Oxpens River Bridge: Campaigners seek judicial review

Campaigners say they will seek a judicial review after a new £10m bridge over the River Thames was approved for a second time.

Oxford City Council gave the go-ahead for the Oxpens River Bridge linking Oxpens Meadow to Grandpont Nature Park.

Friends of Grandpont Nature Park say it will destroy part of the park, and that another nearby bridge could be upgraded instead.

The authority said it was required due to redevelopments in the area.

Ed Turner, deputy leader (statutory) for finance and asset management for the council, said: "The idea that you could push either all of the people who want to walk or cycle onto the existing very small unsuitable bridges, or have them all trundle down to Folly Bridge... is a nonsense.

"We need the infrastructure."

The area is currently being regenerated with a revamped railway station, a new neighbourhood at the Oxpens site, and Oxford University plans for an innovation quarter at Osney Mead.

But campaigner Dan Glazebrook, who is confident his group will win a judicial review, called the bridge a "fancy part" of the new developments and not for existing residents.

He told the BBC: "It's being built entirely on adjacent public woodland and meadows.

"If I want an extension to my house I can't just build it in my neighbour's garden.

"Oxpens Meadow is supposed to be a Field in Trust. That is a green space protected against development in perpetuity."

He called the area the "closest thing to countryside for the many, many elderly residents" living nearby.

Mr Glazebrook also cited a feasibility report made by Oxfordshire County Council in 2016 which indicated the existing Gasworks Bridge could be upgraded at a reasonable cost.

However, Mr Turner said: "The idea that you would have it serving a development of this size seems really, really unlikely to me... we need something more than that bridge."

He also claimed the new bridge would only impact a "tiny proportion of the nature park… less than 1%".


■ **DIRECTIONS FOR THIS TASK**:
Among the entries below, how many lines include "JSON"? Answer with the number only.

■ **SUPPLIED DATA**:
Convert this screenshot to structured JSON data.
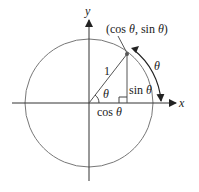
{
  "diagram": {
    "type": "unit-circle",
    "labels": {
      "x_axis": "x",
      "y_axis": "y",
      "point": "(cos θ, sin θ)",
      "point_cos": "cos",
      "point_sin": "sin",
      "theta": "θ",
      "radius": "1",
      "cos_label": "cos",
      "sin_label": "sin",
      "arc_theta": "θ",
      "angle_theta": "θ"
    },
    "colors": {
      "line": "#333333",
      "circle": "#666666",
      "text": "#222222"
    }
  }
}
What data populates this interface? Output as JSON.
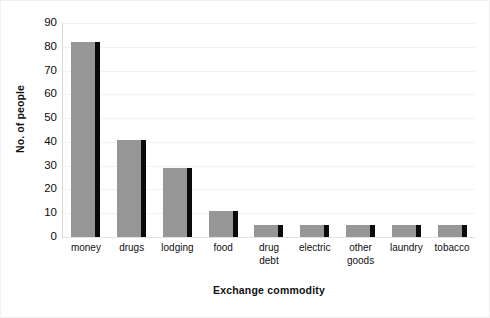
{
  "chart_data": {
    "type": "bar",
    "title": "",
    "xlabel": "Exchange commodity",
    "ylabel": "No. of people",
    "categories": [
      "money",
      "drugs",
      "lodging",
      "food",
      "drug debt",
      "electric",
      "other goods",
      "laundry",
      "tobacco"
    ],
    "category_lines": [
      [
        "money"
      ],
      [
        "drugs"
      ],
      [
        "lodging"
      ],
      [
        "food"
      ],
      [
        "drug",
        "debt"
      ],
      [
        "electric"
      ],
      [
        "other",
        "goods"
      ],
      [
        "laundry"
      ],
      [
        "tobacco"
      ]
    ],
    "values": [
      82,
      41,
      29,
      11,
      5,
      5,
      5,
      5,
      5
    ],
    "ylim": [
      0,
      90
    ],
    "yticks": [
      0,
      10,
      20,
      30,
      40,
      50,
      60,
      70,
      80,
      90
    ],
    "ytick_labels": [
      "0",
      "10",
      "20",
      "30",
      "40",
      "50",
      "60",
      "70",
      "80",
      "90"
    ],
    "grid": true,
    "legend": false,
    "bar_color": "#969696",
    "bar_shadow_color": "#0a0a0a",
    "gridline_color": "#f2f2f2",
    "axis_color": "#d9d9d9",
    "border_color": "#f0f0f0"
  }
}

■ **SOLVED PROBLEM**:
2